Who is obliged to present the other side? Journalism, farming, and fact and fiction

by

Opinion

Owen RobertsIn universities in Ontario, the semester has ended and students are off to travel, work at a summer job or just recharge their batteries.

Experience has taught me as an instructor to not pack too much into the very end of the semester. Nerves are frayed and agendas are overwhelmed. That’s especially true in the winter semester, when senior students are preparing to graduate and picking up mandatory courses they’ve missed or avoided.

The “lighter back end” approach has worked over the years. I teach skill development in agricultural communications, and in my course success is based on how the students have advanced through the semester and embraced the skill they’re learning. There is no final exam, at least not this year. I measure their progress from a starting point to whatever end point they arrive at individually, rather than a common end point.

Using the bicycle analogy, they all need to know how to ride, but they all ride just a little differently.

And while we spend most of our class time learning journalism skills, we also make an effort to critique what professional journalists are up to — those in the mass media, those that the agri-food sector is trying to influence, to bring some balance and understanding to audiences about agriculture and its effect on health and the environment, among other matters.

Some gems always surface in this analysis. This semester, I was struck about a discussion regarding the media’s responsibility to put issues and even facts into perspective.

The example concerned new research that suggested shielding infants from peanuts might be setting them up for peanut allergies as children. It’s a highly charged study and it contradicts convention by a long shot.

One of my students was miffed that the journalist hadn’t added in the line that accompanies many research stories: that is, “more research is needed to show conclusive results.”

She thought it was irresponsible of the journalist to not add that sentence to the story, because the study might be taken as gospel by the public and worse, lead to allergic reactions by some children.

But what if the scientist didn’t say it?

Is it the journalist’s responsibility to insert it, anyway?

Journalism 101 teaches us journalists put issues in perspective, provide balance, be objective. That’s why you’ll often see someone else quoted – usually at the end of a story – who may represent the other side of an issue. The ag sector gets annoyed when that voice is an activist. But it’s a journalist’s job to cover both sides of an issue, not just the side who speaks loudest or gets out of the blocks the fastest.

The omission in the peanut story also opens up a discussion about media training. Critics think news sources are media trained to be puppets and utter the company line. And sure, there are instances when no matter how hard you try or how many ways you ask a question, you get the same pat answer. Very frustrating, not to mention insulting, to a well-intentioned journalist.

In the peanut allergy story, a trained media spokesperson – a scientist, in this case — could have been schooled by a media trainer to not overlook the opportunity to add their own perspective, before someone else does. That might include a line about the need for further studies.

Indeed, it’s a positive example of how media training could help the story be told better.

But anyone in agriculture who wants to get a point across shouldn’t wait or hope a journalist asks a question about it, then get angry if that doesn’t happen.

These days, with shrinking newsrooms, some journalists may not have the breadth of knowledge to be able to put complicated issues in perspective, whether it’s their job or not. News sources have an opportunity to help, and rather than criticize journalists, I say take the opportunity to assist.

Remember, you’re not just talking to journalists; you’re talking to their readers, listeners and viewers. Working with a journalist is a chance to build relationships and help agriculture be better understood by more people. Isn’t that worth the effort?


● ASSIGNED TASK: Look for "married" in each line of the records, and copy the lines that have it.

──────── DATA TO EXAMINE

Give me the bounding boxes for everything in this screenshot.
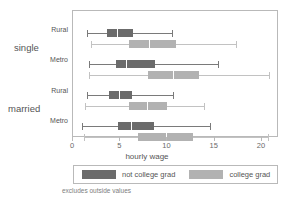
whisker-low — [82, 126, 118, 127]
x-axis-title: hourly wage — [0, 152, 294, 161]
whisker-cap-high — [269, 72, 270, 79]
median-line — [147, 102, 148, 110]
whisker-high — [132, 95, 174, 96]
median-line — [117, 29, 118, 37]
whisker-cap-low — [89, 61, 90, 68]
median-line — [149, 40, 150, 48]
chart-footnote: excludes outside values — [62, 187, 131, 194]
group-label-married: married — [8, 103, 40, 114]
whisker-cap-high — [218, 61, 219, 68]
x-tick-label: 15 — [210, 141, 218, 150]
box-single-metro-not-college-grad — [116, 60, 156, 68]
plot-frame — [72, 10, 278, 137]
whisker-high — [155, 64, 217, 65]
whisker-cap-high — [173, 92, 174, 99]
category-label-single-metro: Metro — [24, 56, 68, 63]
median-line — [119, 91, 120, 99]
category-label-married-metro: Metro — [24, 117, 68, 124]
box-plot-figure: single married Rural Metro Rural Metro 0… — [0, 0, 294, 204]
whisker-cap-high — [204, 103, 205, 110]
legend-entry-not-college-grad: not college grad — [82, 166, 175, 183]
whisker-high — [133, 33, 172, 34]
group-label-single: single — [14, 42, 39, 53]
whisker-low — [87, 33, 107, 34]
whisker-low — [87, 95, 109, 96]
legend-entry-college-grad: college grad — [189, 166, 270, 183]
whisker-cap-low — [87, 30, 88, 37]
category-label-single-rural: Rural — [24, 26, 68, 33]
whisker-low — [89, 64, 115, 65]
whisker-cap-low — [85, 103, 86, 110]
whisker-cap-high — [236, 41, 237, 48]
legend-label-not-college-grad: not college grad — [122, 170, 175, 179]
median-line — [173, 71, 174, 79]
plot-area — [73, 11, 277, 136]
whisker-cap-low — [82, 123, 83, 130]
legend-swatch-college-grad — [189, 170, 223, 179]
whisker-low — [91, 44, 129, 45]
whisker-high — [199, 75, 269, 76]
x-tick-label: 20 — [257, 141, 265, 150]
x-axis: 05101520 — [72, 137, 278, 153]
whisker-high — [176, 44, 236, 45]
chart-legend: not college grad college grad — [73, 165, 278, 184]
median-line — [131, 122, 132, 130]
x-tick-label: 0 — [70, 141, 74, 150]
box-married-metro-not-college-grad — [118, 122, 154, 130]
whisker-low — [85, 106, 128, 107]
median-line — [126, 60, 127, 68]
whisker-cap-high — [210, 123, 211, 130]
whisker-cap-low — [87, 92, 88, 99]
whisker-cap-low — [91, 41, 92, 48]
whisker-low — [89, 75, 148, 76]
whisker-high — [167, 106, 205, 107]
category-label-married-rural: Rural — [24, 87, 68, 94]
whisker-high — [154, 126, 210, 127]
legend-label-college-grad: college grad — [229, 170, 270, 179]
legend-swatch-not-college-grad — [82, 170, 116, 179]
whisker-cap-low — [89, 72, 90, 79]
whisker-cap-high — [172, 30, 173, 37]
box-single-rural-not-college-grad — [107, 29, 133, 37]
x-tick-label: 10 — [162, 141, 170, 150]
box-single-rural-college-grad — [129, 40, 176, 48]
x-tick-label: 5 — [117, 141, 121, 150]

────────────────

● WRITTEN RESPONSE:
group-label-married: married — [8, 103, 40, 114]
category-label-married-metro: Metro — [24, 117, 68, 124]
box-plot-figure: single married Rural Metro Rural Metro 0… — [0, 0, 294, 204]
box-married-metro-not-college-grad — [118, 122, 154, 130]
category-label-married-rural: Rural — [24, 87, 68, 94]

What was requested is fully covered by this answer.